Detail of a printed book shows title page with English text "The English Pilot. The Fourth Book describing the West India Navigation, from Hudson's Bay to the River Amazones" in red ink.
Detail of a printed map shows a compass rose, latitude and longitude lines, and label for "St. Johns Harbor" and other labels in English.
Detail of a book shows manuscript inscriptions and dark grey crumpled paper.

The English pilot, Book 4

William Fisher; John Thornton
1745

The first ambitious marine atlas project undertaken in England was begun in 1671 by John Seller, a prominent London cartographer. Begun in a period dominated by Dutch maps and mapmakers, it was entitled the English Pilot, and it continued to be published in different parts that corresponded to the requirements for sailing in different world regions, in various editions and by cartographers who succeeded Seller until 1803. The atlases’ maps were a combination of new maps and those copied from Dutch and French originals. The JCB owns many editions of the English Pilot, Fourth Book, the atlas dedicated to navigation in the West Indies, including the 1745 edition owned and used at sea by Captain James Brown, the eldest great-uncle of John Carter Brown. This atlas holds scraps of the original eighteenth-century burlap that had covered it, as well as a note on the endpaper stating that Captain James Brown died at sea off the coast of Virginia on February 15, 1750.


**YOUR TASK:** Go to the line with "Find the location" in the records below, then output it and each following line exactly, up to and including the line with "pyautogui.click(x=<x>, y=<y>)". Skip pictures and add nothing.

AVAILABLE DATA: Begin

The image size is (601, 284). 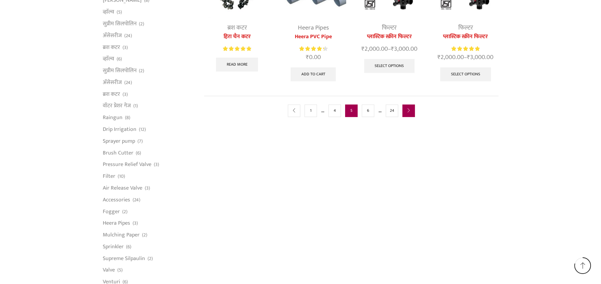 I want to click on a: Mulching Paper, so click(x=121, y=235).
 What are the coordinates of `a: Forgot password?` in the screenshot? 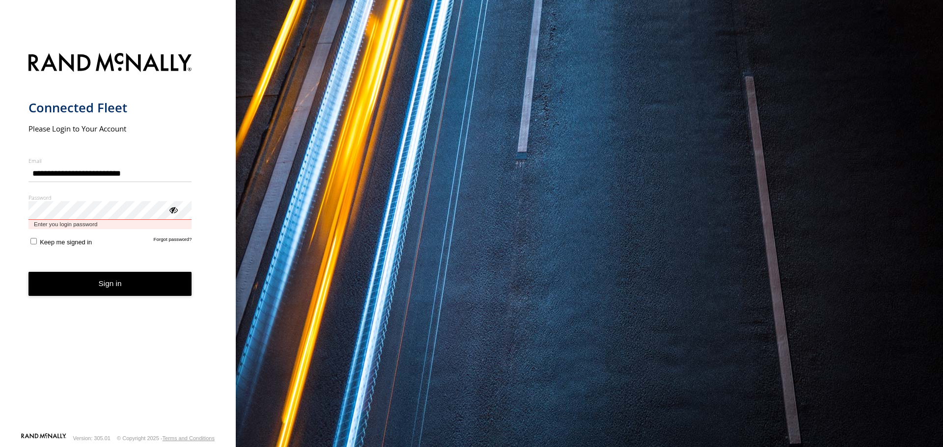 It's located at (173, 241).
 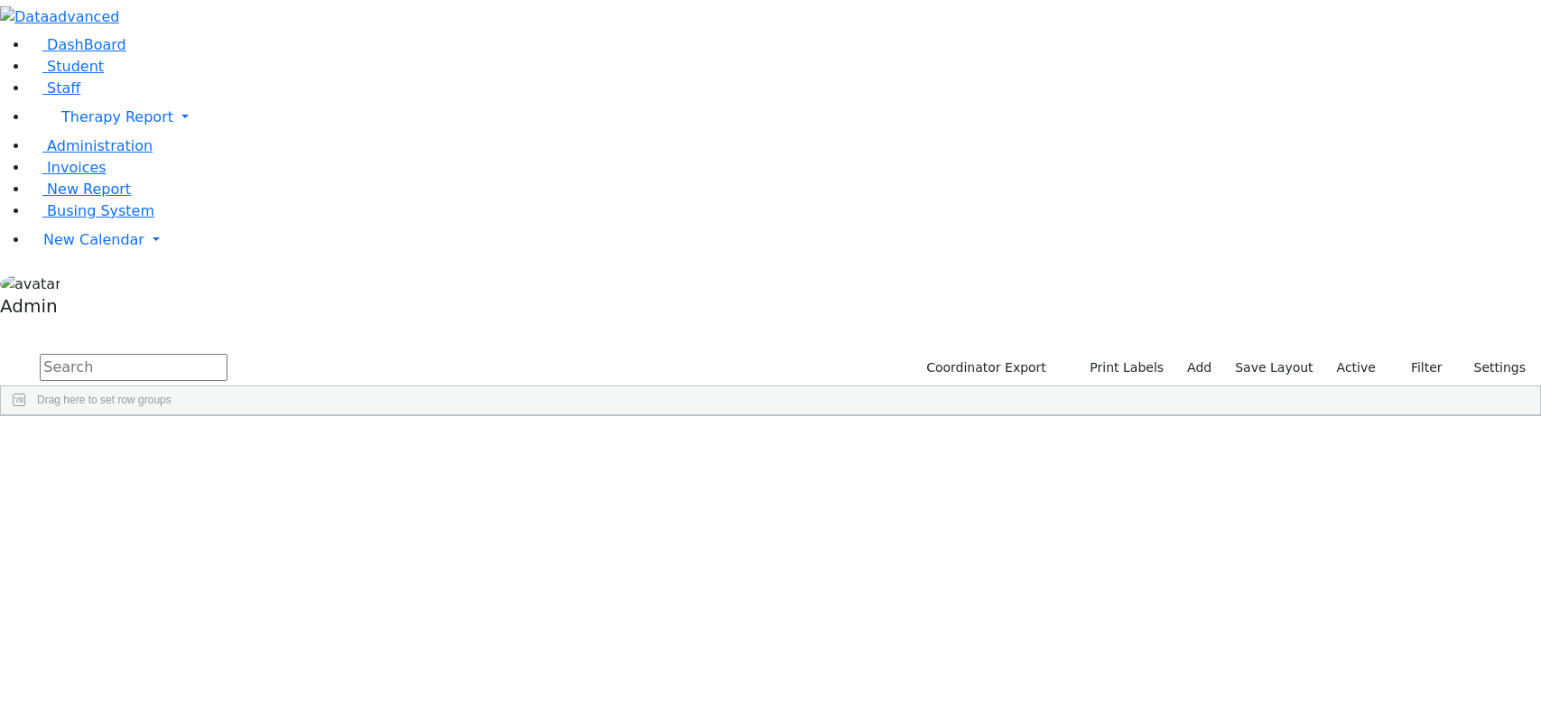 What do you see at coordinates (94, 239) in the screenshot?
I see `span: New Calendar` at bounding box center [94, 239].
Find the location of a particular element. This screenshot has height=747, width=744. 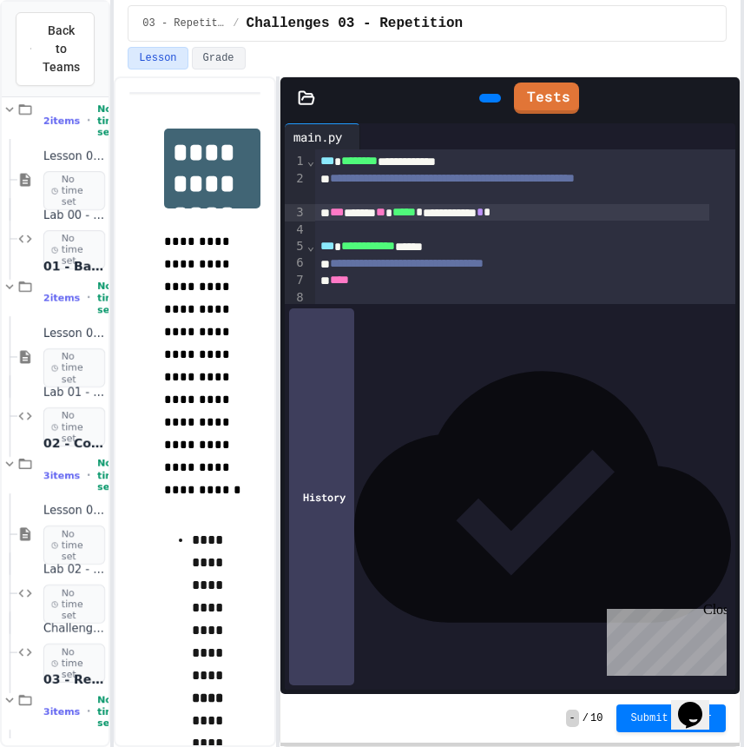

span: Challenges 02 - Conditionals is located at coordinates (74, 629).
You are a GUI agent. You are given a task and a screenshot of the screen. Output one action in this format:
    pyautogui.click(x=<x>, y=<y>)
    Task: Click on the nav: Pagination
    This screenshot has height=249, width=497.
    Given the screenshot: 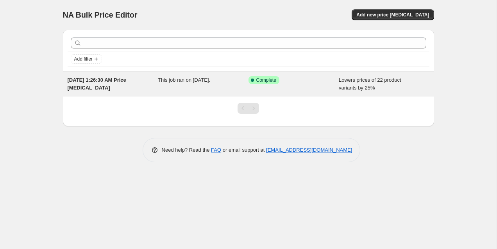 What is the action you would take?
    pyautogui.click(x=248, y=108)
    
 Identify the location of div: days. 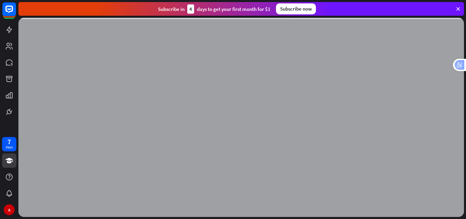
(9, 147).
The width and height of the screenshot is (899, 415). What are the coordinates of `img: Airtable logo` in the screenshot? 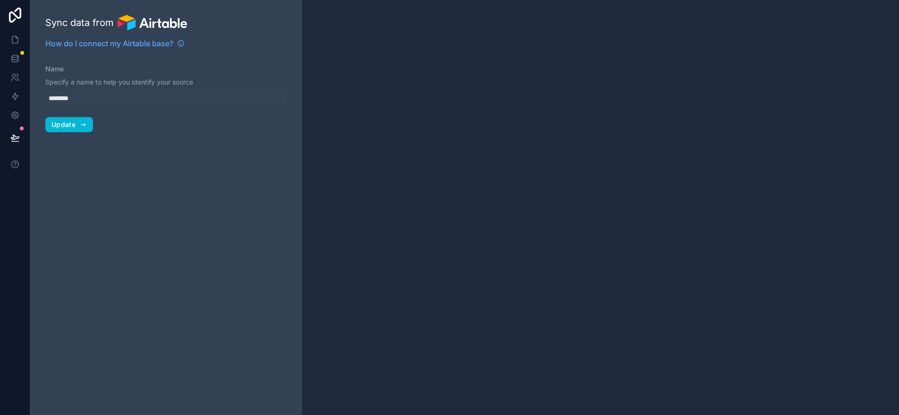 It's located at (152, 23).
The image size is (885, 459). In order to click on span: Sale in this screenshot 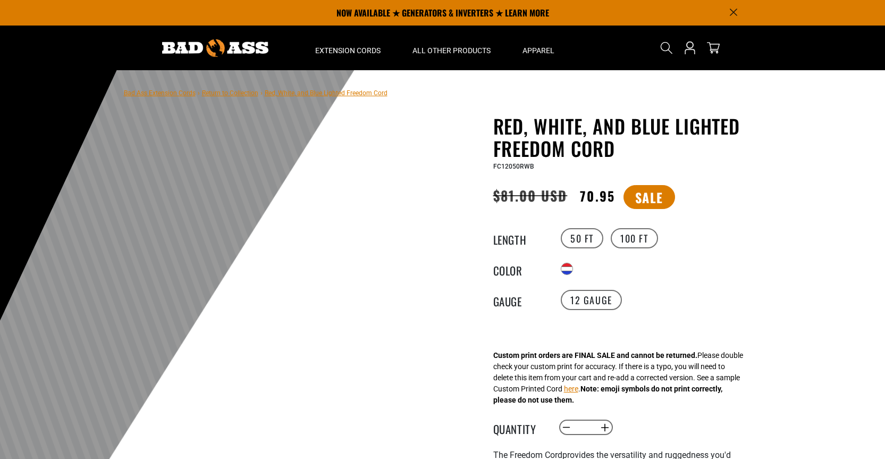, I will do `click(649, 197)`.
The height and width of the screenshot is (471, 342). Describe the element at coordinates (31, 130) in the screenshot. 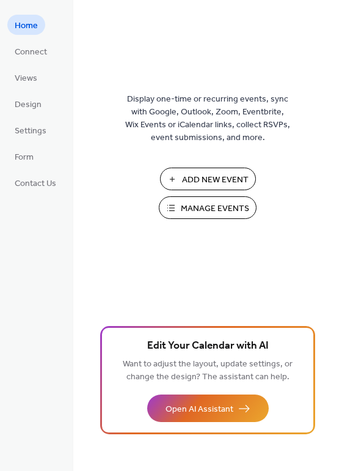

I see `a: Settings` at that location.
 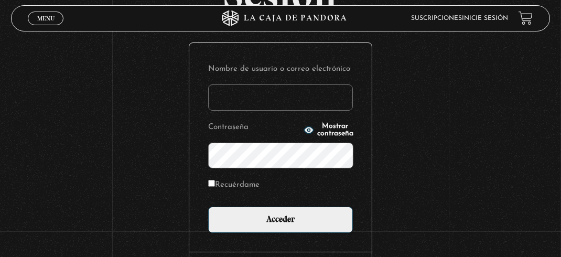 What do you see at coordinates (211, 183) in the screenshot?
I see `input: Recuérdame` at bounding box center [211, 183].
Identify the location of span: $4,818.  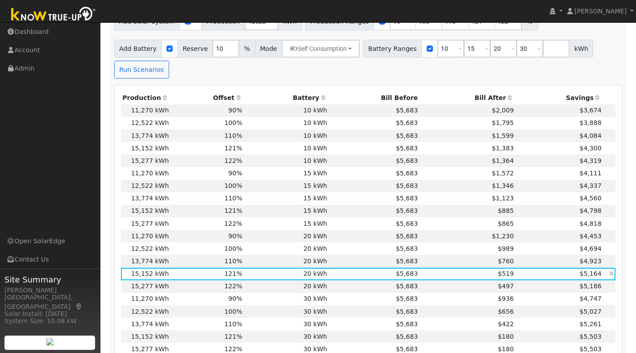
(590, 223).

AVAILABLE DATA: End

**OUTPUT:**
Find the location of a particular element. This screenshot has height=747, width=744. 

span: Challenges 02 - Conditionals is located at coordinates (74, 629).
You are a GUI agent. You are given a task and a screenshot of the screen. Output one action in this format:
    pyautogui.click(x=<x>, y=<y>)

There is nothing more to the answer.